(Bloomberg) -- Treasury investors see more room for gains than losses in the short term as US inflation is expected to show underlying price growth in the economy is slowing. 

With Treasuries already trading at the weakest levels of the year, banks including Wells Fargo & Co. posit that a big move is more likely in response to a benign inflation reading than a hot print later Wednesday.

Traders have been reducing their expectations for Fed cuts in recent weeks and swaps currently favor two quarter-point reductions this year. A softer inflation print could shift the balance back toward three.

Mohit Kumar, strategist and chief economist for Europe at Jefferies International, said the risks are tilted toward lower rates and higher risky assets, particularly if the reading for inflation is in line, or lower, than the 0.3% that’s forecast.

“Only if we get a sizable miss to the upside — 0.5% month-on-month or above — that we could see a sustained selloff in rates and risky assets,” he said.

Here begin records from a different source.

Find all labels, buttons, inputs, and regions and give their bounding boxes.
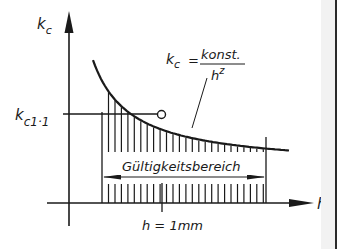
kc-diagram: kc kc1·1 kc = konst. hz Gültigkeitsberei…	[0, 0, 338, 249]
formula: kc = konst. hz	[166, 47, 245, 83]
validity-range-label: Gültigkeitsbereich	[122, 159, 241, 174]
arrowhead-left-icon	[103, 175, 121, 180]
reference-value-label: kc1·1	[15, 106, 49, 129]
formula-denominator: hz	[211, 65, 225, 83]
y-axis-arrow-icon	[65, 11, 74, 33]
validity-range-hatching-upper	[109, 92, 264, 152]
validity-range-double-arrow	[103, 175, 265, 180]
formula-leader-line	[192, 78, 207, 128]
reference-point-marker	[158, 111, 166, 119]
x-axis	[47, 199, 314, 207]
kc-curve	[93, 60, 289, 150]
reference-point-label: h = 1mm	[142, 218, 203, 233]
y-axis	[65, 11, 74, 226]
x-axis-arrow-icon	[289, 199, 314, 207]
y-axis-label: kc	[37, 15, 52, 37]
page-edge-line	[335, 0, 337, 249]
validity-range-hatching-lower	[109, 184, 264, 203]
page-edge-band	[321, 0, 335, 249]
svg-text:=: =	[188, 53, 199, 68]
formula-numerator: konst.	[201, 47, 241, 62]
svg-text:kc: kc	[166, 51, 180, 71]
arrowhead-right-icon	[247, 175, 265, 180]
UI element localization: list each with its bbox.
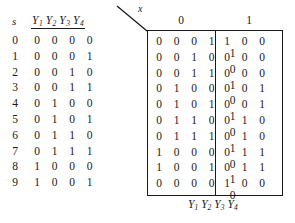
- table-row: 1 0001: [0, 50, 125, 66]
- bit: 1: [84, 176, 96, 188]
- bit: 1: [188, 51, 200, 63]
- next-state-bits: 0010: [153, 51, 218, 63]
- bit: 1: [256, 146, 268, 158]
- bit: 0: [153, 114, 165, 126]
- bit: 0: [188, 146, 200, 158]
- state-value: 0: [10, 34, 20, 46]
- state-bits: 0100: [31, 97, 96, 109]
- bit: 0: [153, 98, 165, 110]
- table-row: 0 0000: [0, 34, 125, 50]
- bit: 1: [153, 146, 165, 158]
- bit: 0: [256, 67, 268, 79]
- bit: 1: [221, 177, 233, 189]
- state-table-header: s Y1Y2Y3Y4: [0, 14, 125, 34]
- input-axis-label: x: [138, 3, 142, 14]
- bit: 0: [239, 67, 251, 79]
- next-state-box: 0001 0010 0011 0100 0101 0110 0111 1000 …: [147, 30, 283, 196]
- bit: 1: [66, 145, 78, 157]
- next-state-bits: 0100: [153, 82, 218, 94]
- next-state-bits: 0001: [153, 35, 218, 47]
- state-value: 5: [10, 113, 20, 125]
- next-state-bits: 1000: [153, 146, 218, 158]
- bit: 0: [153, 35, 165, 47]
- bit: 0: [206, 51, 218, 63]
- bit: 1: [206, 161, 218, 173]
- bit: 0: [256, 114, 268, 126]
- bit: 0: [49, 66, 61, 78]
- bit: 0: [153, 177, 165, 189]
- bit: 0: [206, 82, 218, 94]
- table-row: 1001: [221, 35, 282, 51]
- state-value: 1: [10, 50, 20, 62]
- table-row: 0001: [153, 35, 218, 51]
- bit: 0: [206, 114, 218, 126]
- bit: 1: [66, 129, 78, 141]
- bit: 0: [206, 177, 218, 189]
- table-row: 0110: [153, 114, 218, 130]
- bit: 1: [239, 114, 251, 126]
- bit: 0: [31, 145, 43, 157]
- table-row: 0101: [153, 98, 218, 114]
- table-row: 8 1000: [0, 160, 125, 176]
- table-row: 0111: [153, 130, 218, 146]
- bit: 0: [31, 34, 43, 46]
- bit: 1: [49, 113, 61, 125]
- bit: 1: [171, 98, 183, 110]
- bit: 0: [66, 50, 78, 62]
- table-row: 4 0100: [0, 97, 125, 113]
- bit: 0: [31, 50, 43, 62]
- table-row: 0000: [153, 177, 218, 193]
- bit: 0: [171, 177, 183, 189]
- bit: 1: [49, 145, 61, 157]
- bit: 0: [66, 113, 78, 125]
- bit: 1: [171, 130, 183, 142]
- bit: 1: [256, 161, 268, 173]
- bit: 0: [31, 113, 43, 125]
- bit: 1: [49, 129, 61, 141]
- table-row: 1000: [221, 177, 282, 193]
- bit: 0: [206, 146, 218, 158]
- input-header-0: 0: [171, 14, 191, 26]
- bit: 0: [221, 67, 233, 79]
- bit: 0: [66, 176, 78, 188]
- bit: 0: [66, 34, 78, 46]
- bit: 0: [239, 98, 251, 110]
- bit: 1: [84, 81, 96, 93]
- bit: 1: [206, 98, 218, 110]
- table-row: 6 0110: [0, 129, 125, 145]
- bit: 0: [221, 130, 233, 142]
- bit: 0: [256, 51, 268, 63]
- bit: 1: [206, 130, 218, 142]
- bit: 0: [31, 129, 43, 141]
- bit: 0: [239, 35, 251, 47]
- table-row: 0010: [153, 51, 218, 67]
- table-row: 0110: [221, 146, 282, 162]
- bit: 0: [84, 66, 96, 78]
- table-row: 1001: [153, 161, 218, 177]
- bit: 1: [66, 81, 78, 93]
- bit: 0: [256, 130, 268, 142]
- table-row: 0111: [221, 161, 282, 177]
- bit: 0: [66, 160, 78, 172]
- state-value: 7: [10, 145, 20, 157]
- table-row: 1000: [153, 146, 218, 162]
- bit: 1: [206, 35, 218, 47]
- table-row: 0001: [221, 67, 282, 83]
- bit: 1: [188, 130, 200, 142]
- bit: 0: [171, 146, 183, 158]
- bit: 0: [49, 81, 61, 93]
- bit: 0: [171, 67, 183, 79]
- bit: 0: [256, 35, 268, 47]
- next-state-var-3: Y3: [214, 198, 224, 210]
- bit: 0: [31, 97, 43, 109]
- bit: 0: [49, 160, 61, 172]
- state-value: 9: [10, 176, 20, 188]
- bit: 1: [31, 176, 43, 188]
- output-var-2: Y2: [46, 14, 57, 26]
- state-bits: 1001: [31, 176, 96, 188]
- bit: 0: [188, 177, 200, 189]
- bit: 1: [84, 50, 96, 62]
- state-column-header: s: [12, 15, 16, 27]
- bit: 1: [239, 130, 251, 142]
- table-row: 5 0101: [0, 113, 125, 129]
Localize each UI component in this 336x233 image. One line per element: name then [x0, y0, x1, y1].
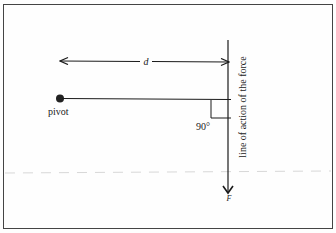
- diagram-canvas: d pivot 90° line of action of the force …: [0, 0, 336, 233]
- torque-diagram: d pivot 90° line of action of the force …: [0, 0, 336, 233]
- line-of-action-label: line of action of the force: [237, 56, 248, 158]
- force-label: F: [226, 194, 232, 203]
- lever-arm: [62, 99, 231, 100]
- pivot-label: pivot: [48, 106, 69, 117]
- distance-arrow-right: [152, 62, 229, 63]
- distance-label: d: [144, 56, 150, 67]
- angle-label: 90°: [196, 121, 210, 132]
- distance-arrow-left: [60, 61, 140, 62]
- faint-dashed-line: [5, 171, 331, 173]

Positioning indicators also suggest the market is vulnerable to a so-called short squeeze. CFTC data shows funds that use borrowed money to amplify returns increased short positions in the Treasury futures market for the first time in two months.

JPMorgan Chase & Co.’s latest client survey shows a rise in short positions that left clients net neutral — as opposed to net long — for the first time in almost a year as of April 8.

Still, market reaction to key data is rarely straightforward. Treasury auctions on Wednesday and Thursday have the potential to mute any reaction, and yields are close to levels that investors are targeting as the entry point for establishing new long positions.

Jefferies’ Kumar is expecting rates to drop over the medium term and is looking to buy five-year Treasuries if the yield rises above 4.45%. It was around 4.36% on Wednesday morning.

Investor interest in buying at higher yield levels may keep the 10-year Treasury rate — which peaked Monday at 4.46% — from topping 4.5% for the first time since November in the event of higher-than-expected inflation, RBC Capital Markets strategist Blake Gwinn wrote in a Tuesday report. 

There remains “some uncertainty as to whether would-be dip buyers get cold feet on any break of 4.5%,” Gwinn wrote.